Solid neighborhood red sauce, dependable pours
Lansdowne / Nicholasville Road · Lexington · Italian-American · Visit Website ↗
Reviewed June 4, 2026
Wingman Metrics
The wine list at Sutton's feels like it was built to complement the pasta and not cause any arguments. It's an Italian-leaning lineup that checks the expected boxes — Chianti, Pinot Grigio, a few California names — without venturing too far off the beaten path. Comfortable, familiar, and pretty much exactly what you'd expect from a relaxed neighborhood Italian joint.

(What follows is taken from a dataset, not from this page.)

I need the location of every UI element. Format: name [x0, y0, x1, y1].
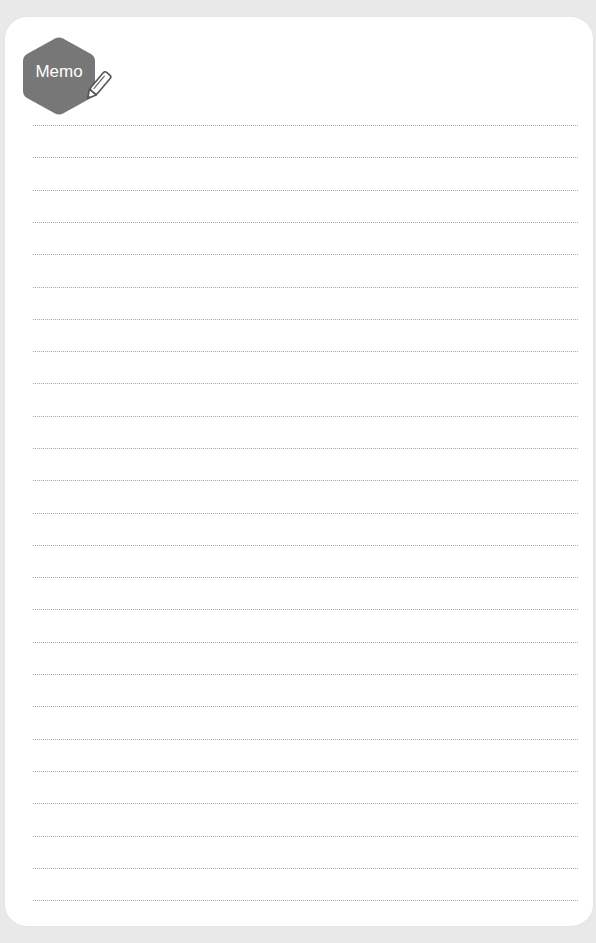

The list runs 30 to 60 bottles deep, anchored by Italian workhorses from Tuscany and Veneto with a California bench for those who want something closer to home. Ruffino and Santa Margherita represent the Italian side — reliable commercial producers, nothing obscure — while the presence of Antinori's Tignanello is a genuine surprise and the most serious bottle on the menu. There's no real push into Piedmont's Barolo or Barbaresco territory, and the Veneto coverage beyond Pinot Grigio is thin. It's a list built for guests who want wine with dinner, not guests who came for the wine.

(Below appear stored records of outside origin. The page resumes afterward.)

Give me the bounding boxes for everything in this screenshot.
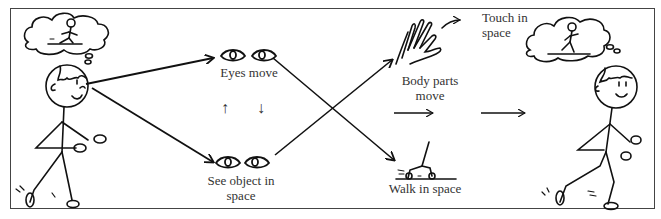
see-object-label: See object in space xyxy=(200,173,282,203)
child-end-figure xyxy=(527,17,641,209)
foot-icon xyxy=(396,142,456,179)
walk-label: Walk in space xyxy=(384,181,466,196)
hand-icon xyxy=(396,20,460,64)
body-parts-label-line1: Body parts xyxy=(390,73,470,88)
body-parts-label: Body parts move xyxy=(390,73,470,103)
touch-label: Touch in space xyxy=(482,10,542,40)
arrow-to-see-object xyxy=(92,88,213,162)
arrow-up-icon: ↑ xyxy=(218,100,232,115)
arrow-down-icon: ↓ xyxy=(254,100,268,115)
see-object-label-line2: space xyxy=(200,188,282,203)
eyes-icon xyxy=(221,50,276,61)
touch-label-line1: Touch in xyxy=(482,10,542,25)
eyes-icon xyxy=(216,157,269,168)
touch-label-line2: space xyxy=(482,25,542,40)
child-start-figure xyxy=(16,13,108,207)
eyes-move-label: Eyes move xyxy=(212,65,286,80)
diagram-art xyxy=(0,0,661,219)
body-parts-label-line2: move xyxy=(390,88,470,103)
see-object-label-line1: See object in xyxy=(200,173,282,188)
arrow-to-eyes-move xyxy=(86,58,213,84)
thought-cloud-icon xyxy=(25,13,109,54)
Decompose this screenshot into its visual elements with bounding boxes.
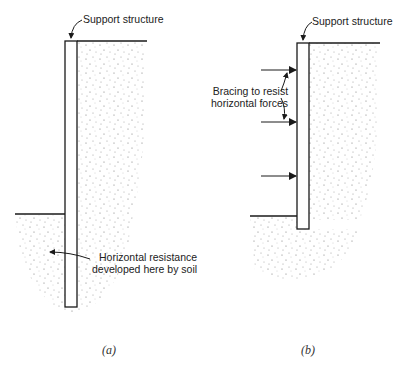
label-support-structure-b: Support structure <box>312 15 393 27</box>
support-wall-b <box>297 43 309 229</box>
retained-soil-b <box>309 43 378 220</box>
label-soil-line2: developed here by soil <box>92 263 197 275</box>
diagram-canvas <box>0 0 397 365</box>
label-soil-line1: Horizontal resistance <box>92 251 197 263</box>
label-soil-resistance-a: Horizontal resistance developed here by … <box>92 251 197 275</box>
caption-a: (a) <box>102 343 116 358</box>
label-bracing-b: Bracing to resist horizontal forces <box>211 85 288 109</box>
label-bracing-line1: Bracing to resist <box>211 85 288 97</box>
leader-top-b <box>303 22 312 40</box>
label-bracing-line2: horizontal forces <box>211 97 288 109</box>
caption-b: (b) <box>301 343 315 358</box>
retained-soil-a <box>77 41 145 230</box>
leader-top-a <box>71 20 82 38</box>
panel-b <box>250 22 380 279</box>
label-support-structure-a: Support structure <box>83 13 164 25</box>
support-wall-a <box>65 41 77 307</box>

Eight to fourteen pours by the glass is a respectable spread for a casual Italian spot, and you can expect the usual suspects — Pinot Grigio, Chianti, probably a California Cab or Merlot holding down the red side. Rotation doesn't appear to be a priority here; the glass list feels like it was set once and left to run. If you're ordering by the glass, stick to the Italian options and you won't go wrong.
Ruffino Chianti — $32
It's a crowd-pleaser Chianti that drinks cleanly alongside red sauce dishes without a markup that makes you wince. Nothing adventurous, but dependable and priced where it should be for what it is.
Antinori Tignanello
A Super Tuscan built on Sangiovese with Cabernet Sauvignon and Cabernet Franc, Tignanello is a legitimately great wine that most tables here will walk right past in favor of something familiar. If you're splitting a bottle and want the best thing on this list, this is it — full stop.
Santa Margherita Pinot Grigio
Santa Margherita is the wine that launched a thousand markups. It's fine, it's inoffensive, and it costs more than it should everywhere it appears. You're paying for the brand recognition, not the wine.
Ruffino Chianti + Spaghetti with marinara
Chianti and tomato-based pasta is one of the least controversial calls in Italian dining — the wine's bright acidity and cherry fruit cut right through the sauce's sweetness and keep everything tasting fresh.
✔️ The Bottom Line
Sutton's isn't a wine destination, but it's a perfectly reasonable place to drink a bottle of Chianti while someone else handles the cooking. The Tignanello alone earns this list a second look if you know to ask for it.